Looking at the records in the view, Adam Luis has Early Out flags on 21 May, 20 May, and 19 May 2026, with check-in times of 09:51, 04:28, and 11:46, respectively, and corresponding check-out times well before shift end. Umesh Maurya has a Late Come flag on 19 May 2026, checking in at 17:24 with no check-out recorded, showing “None” in both the Check-Out and Out Date columns.
What the Data Tells You
Each record on its own is a single data point. The value of this page comes from looking at patterns across time and employees.
An employee with a handful of early outs in a week might be dealing with a temporary personal situation. An employee whose check-in time has been drifting later by a few minutes each day over a month is showing a different kind of trend — one that often precedes disengagement or a more serious attendance problem. When HR has access to this data without having to manually compile it from punch records, those conversations can happen sooner and with better evidence.
The Late Come records are equally telling on the operational side. If a particular shift or department consistently shows a cluster of late arrivals around a specific time, it might indicate a structural issue — commute patterns, shift timing, or a handover process that is not working — rather than individual behavior.

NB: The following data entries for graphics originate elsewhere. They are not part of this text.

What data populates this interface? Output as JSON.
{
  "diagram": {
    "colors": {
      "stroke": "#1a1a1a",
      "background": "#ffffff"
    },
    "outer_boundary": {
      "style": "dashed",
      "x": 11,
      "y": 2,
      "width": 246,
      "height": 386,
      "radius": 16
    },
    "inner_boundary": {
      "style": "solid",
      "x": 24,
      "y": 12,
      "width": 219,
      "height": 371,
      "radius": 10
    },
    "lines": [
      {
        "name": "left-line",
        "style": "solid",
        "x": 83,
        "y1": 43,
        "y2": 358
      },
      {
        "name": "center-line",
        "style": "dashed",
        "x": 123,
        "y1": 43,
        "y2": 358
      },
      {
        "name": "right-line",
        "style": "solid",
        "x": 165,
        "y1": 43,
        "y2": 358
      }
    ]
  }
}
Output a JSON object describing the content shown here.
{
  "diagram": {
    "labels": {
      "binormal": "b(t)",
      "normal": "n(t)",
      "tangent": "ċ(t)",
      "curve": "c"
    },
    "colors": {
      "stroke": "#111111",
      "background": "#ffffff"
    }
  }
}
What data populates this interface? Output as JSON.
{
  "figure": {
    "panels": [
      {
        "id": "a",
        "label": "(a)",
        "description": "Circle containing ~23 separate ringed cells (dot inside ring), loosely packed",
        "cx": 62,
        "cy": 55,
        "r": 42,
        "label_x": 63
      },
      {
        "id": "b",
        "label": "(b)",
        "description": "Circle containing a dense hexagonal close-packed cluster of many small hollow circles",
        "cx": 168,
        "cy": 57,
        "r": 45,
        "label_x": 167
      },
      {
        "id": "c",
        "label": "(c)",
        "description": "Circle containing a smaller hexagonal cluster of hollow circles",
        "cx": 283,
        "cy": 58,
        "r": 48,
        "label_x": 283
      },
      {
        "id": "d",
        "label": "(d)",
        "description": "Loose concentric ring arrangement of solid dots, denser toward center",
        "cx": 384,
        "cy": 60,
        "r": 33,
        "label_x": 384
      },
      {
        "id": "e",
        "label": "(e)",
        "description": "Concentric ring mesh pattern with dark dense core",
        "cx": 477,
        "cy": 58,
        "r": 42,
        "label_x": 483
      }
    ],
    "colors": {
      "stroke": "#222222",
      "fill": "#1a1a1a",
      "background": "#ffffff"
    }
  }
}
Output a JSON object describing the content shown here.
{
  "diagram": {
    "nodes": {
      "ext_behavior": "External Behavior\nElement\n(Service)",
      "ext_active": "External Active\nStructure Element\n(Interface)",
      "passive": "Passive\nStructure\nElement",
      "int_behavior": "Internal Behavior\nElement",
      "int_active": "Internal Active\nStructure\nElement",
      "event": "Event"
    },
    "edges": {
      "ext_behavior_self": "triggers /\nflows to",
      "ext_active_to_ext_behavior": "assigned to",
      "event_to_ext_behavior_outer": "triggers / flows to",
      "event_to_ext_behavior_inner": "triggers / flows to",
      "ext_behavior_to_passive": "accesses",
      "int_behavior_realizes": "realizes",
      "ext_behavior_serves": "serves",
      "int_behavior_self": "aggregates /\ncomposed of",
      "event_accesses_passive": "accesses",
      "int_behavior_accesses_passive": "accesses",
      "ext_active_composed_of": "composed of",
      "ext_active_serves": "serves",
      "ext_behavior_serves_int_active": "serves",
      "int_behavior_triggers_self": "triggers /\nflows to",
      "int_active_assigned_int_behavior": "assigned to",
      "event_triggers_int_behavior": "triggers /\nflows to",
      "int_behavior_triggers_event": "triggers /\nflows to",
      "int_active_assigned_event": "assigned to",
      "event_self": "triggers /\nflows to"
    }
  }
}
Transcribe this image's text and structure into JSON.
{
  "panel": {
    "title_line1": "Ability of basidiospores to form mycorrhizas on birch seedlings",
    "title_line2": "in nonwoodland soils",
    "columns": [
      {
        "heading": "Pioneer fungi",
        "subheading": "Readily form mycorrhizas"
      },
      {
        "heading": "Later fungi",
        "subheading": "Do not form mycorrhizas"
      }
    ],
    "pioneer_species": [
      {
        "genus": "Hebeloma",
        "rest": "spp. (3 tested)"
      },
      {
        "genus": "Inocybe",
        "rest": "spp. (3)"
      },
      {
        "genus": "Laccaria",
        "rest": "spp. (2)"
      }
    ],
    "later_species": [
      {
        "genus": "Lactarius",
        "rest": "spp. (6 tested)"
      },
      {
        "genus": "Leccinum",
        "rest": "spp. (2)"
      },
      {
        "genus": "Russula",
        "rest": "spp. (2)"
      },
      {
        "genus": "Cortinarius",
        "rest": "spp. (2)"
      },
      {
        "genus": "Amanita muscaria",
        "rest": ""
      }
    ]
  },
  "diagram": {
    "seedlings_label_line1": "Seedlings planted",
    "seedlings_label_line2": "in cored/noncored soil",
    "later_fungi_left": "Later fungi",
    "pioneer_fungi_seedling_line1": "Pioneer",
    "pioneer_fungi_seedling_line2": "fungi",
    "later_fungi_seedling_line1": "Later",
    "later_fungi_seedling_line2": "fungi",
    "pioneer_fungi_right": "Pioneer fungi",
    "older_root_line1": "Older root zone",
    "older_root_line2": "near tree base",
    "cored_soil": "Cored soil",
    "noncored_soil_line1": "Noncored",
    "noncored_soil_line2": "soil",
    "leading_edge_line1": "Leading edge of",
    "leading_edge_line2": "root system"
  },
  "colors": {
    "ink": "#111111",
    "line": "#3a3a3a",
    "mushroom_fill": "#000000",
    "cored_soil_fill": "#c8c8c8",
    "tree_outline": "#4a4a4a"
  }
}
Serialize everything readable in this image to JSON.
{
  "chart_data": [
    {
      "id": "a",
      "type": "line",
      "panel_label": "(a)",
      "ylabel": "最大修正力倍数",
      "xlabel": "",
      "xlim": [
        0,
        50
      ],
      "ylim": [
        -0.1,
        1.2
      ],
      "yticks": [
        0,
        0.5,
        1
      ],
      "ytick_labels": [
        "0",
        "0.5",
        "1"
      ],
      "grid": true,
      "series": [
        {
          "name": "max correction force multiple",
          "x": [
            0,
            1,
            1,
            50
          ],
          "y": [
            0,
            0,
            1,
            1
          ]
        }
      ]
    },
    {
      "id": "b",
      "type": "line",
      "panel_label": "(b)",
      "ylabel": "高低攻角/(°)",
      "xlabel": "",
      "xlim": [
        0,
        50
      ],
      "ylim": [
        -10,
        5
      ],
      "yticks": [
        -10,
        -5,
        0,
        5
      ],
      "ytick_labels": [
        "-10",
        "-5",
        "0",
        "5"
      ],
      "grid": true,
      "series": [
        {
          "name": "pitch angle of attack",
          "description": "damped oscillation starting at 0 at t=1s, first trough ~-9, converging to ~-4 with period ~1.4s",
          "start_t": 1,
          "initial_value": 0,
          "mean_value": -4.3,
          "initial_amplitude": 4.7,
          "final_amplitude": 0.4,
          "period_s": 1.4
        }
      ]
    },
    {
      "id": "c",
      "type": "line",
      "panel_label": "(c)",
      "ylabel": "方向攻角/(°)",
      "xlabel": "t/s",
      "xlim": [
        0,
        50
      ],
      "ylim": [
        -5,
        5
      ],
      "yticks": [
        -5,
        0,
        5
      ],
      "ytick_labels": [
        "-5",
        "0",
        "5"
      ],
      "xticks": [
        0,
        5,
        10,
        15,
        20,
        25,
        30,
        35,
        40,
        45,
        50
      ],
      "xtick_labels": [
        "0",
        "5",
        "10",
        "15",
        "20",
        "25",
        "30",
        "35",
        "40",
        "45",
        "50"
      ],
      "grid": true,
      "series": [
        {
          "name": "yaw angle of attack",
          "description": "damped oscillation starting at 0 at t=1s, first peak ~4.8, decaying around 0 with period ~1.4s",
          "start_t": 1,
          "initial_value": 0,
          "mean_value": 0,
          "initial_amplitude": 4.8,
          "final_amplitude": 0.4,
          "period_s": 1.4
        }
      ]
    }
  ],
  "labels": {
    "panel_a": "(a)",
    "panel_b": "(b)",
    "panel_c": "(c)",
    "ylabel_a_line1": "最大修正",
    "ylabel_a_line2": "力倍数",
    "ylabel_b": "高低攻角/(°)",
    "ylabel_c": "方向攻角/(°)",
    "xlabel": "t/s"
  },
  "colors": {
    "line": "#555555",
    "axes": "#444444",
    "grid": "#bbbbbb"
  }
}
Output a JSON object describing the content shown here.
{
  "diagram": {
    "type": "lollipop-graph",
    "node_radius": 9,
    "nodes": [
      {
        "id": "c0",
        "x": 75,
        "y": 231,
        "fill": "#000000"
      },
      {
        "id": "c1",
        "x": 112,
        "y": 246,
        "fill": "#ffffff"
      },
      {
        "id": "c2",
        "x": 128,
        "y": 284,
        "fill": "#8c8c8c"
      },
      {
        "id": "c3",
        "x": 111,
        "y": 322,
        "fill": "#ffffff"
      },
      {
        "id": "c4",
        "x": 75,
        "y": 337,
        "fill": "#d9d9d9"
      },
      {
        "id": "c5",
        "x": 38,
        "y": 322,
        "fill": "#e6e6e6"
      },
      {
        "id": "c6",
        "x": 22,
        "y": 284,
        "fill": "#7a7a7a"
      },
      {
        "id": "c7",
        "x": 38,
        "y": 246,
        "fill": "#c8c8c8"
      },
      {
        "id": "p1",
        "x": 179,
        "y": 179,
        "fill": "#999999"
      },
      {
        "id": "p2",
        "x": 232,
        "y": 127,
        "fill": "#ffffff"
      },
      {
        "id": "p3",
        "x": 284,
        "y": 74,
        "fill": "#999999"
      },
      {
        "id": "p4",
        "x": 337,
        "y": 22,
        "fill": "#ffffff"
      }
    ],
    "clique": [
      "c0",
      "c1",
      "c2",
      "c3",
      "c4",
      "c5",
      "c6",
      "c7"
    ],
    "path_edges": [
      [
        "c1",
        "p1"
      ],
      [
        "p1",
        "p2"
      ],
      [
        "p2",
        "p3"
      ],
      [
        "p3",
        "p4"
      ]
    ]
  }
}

How It Connects to HR Actions
The Late Come / Early Out data does not sit in isolation. It integrates with the broader attendance and payroll functionality in Horilla. Depending on policy configuration, repeated late arrivals or early outs can feed into penalty calculations, which HR can apply through the Attendance or Leave modules. It also provides documented evidence for conversations with employees or managers about attendance patterns, making those discussions grounded in data rather than subjective impressions.
The Filter and Actions buttons at the top of the page allow HR to filter records by employee, date range, or type, and to perform bulk operations on selected records. This makes it practical to pull a report for a specific team or time period without having to scroll through hundreds of rows.
Why Automated Tracking Matters
The alternative to automated tracking is manual logging — managers noting when someone arrived late, HR chasing records at the end of the month, or supervisors relying on memory during performance reviews. That process is inconsistent, time-consuming, and prone to bias. Horilla’s automated capture removes all of that by recording incidents at the system level as they happen.
Every late arrival and early departure is logged with precise timestamps tied to the employee’s actual check-in and check-out data. The record exists whether or not anyone noticed at the time, which makes it both fairer and more complete.
Horilla HRMS’s Late Come / Early Out feature turns punctuality management from an informal, manager-dependent process into a structured, data-driven one. Enabling tracking in settings takes a few seconds. From that point, every attendance deviation is captured automatically, organized in a clear list, and available for HR to filter, analyze, and act on. For organizations that want to manage attendance consistently and fairly — without relying on manual logs or supervisor memory — this is one of the more practical tools Horilla offers.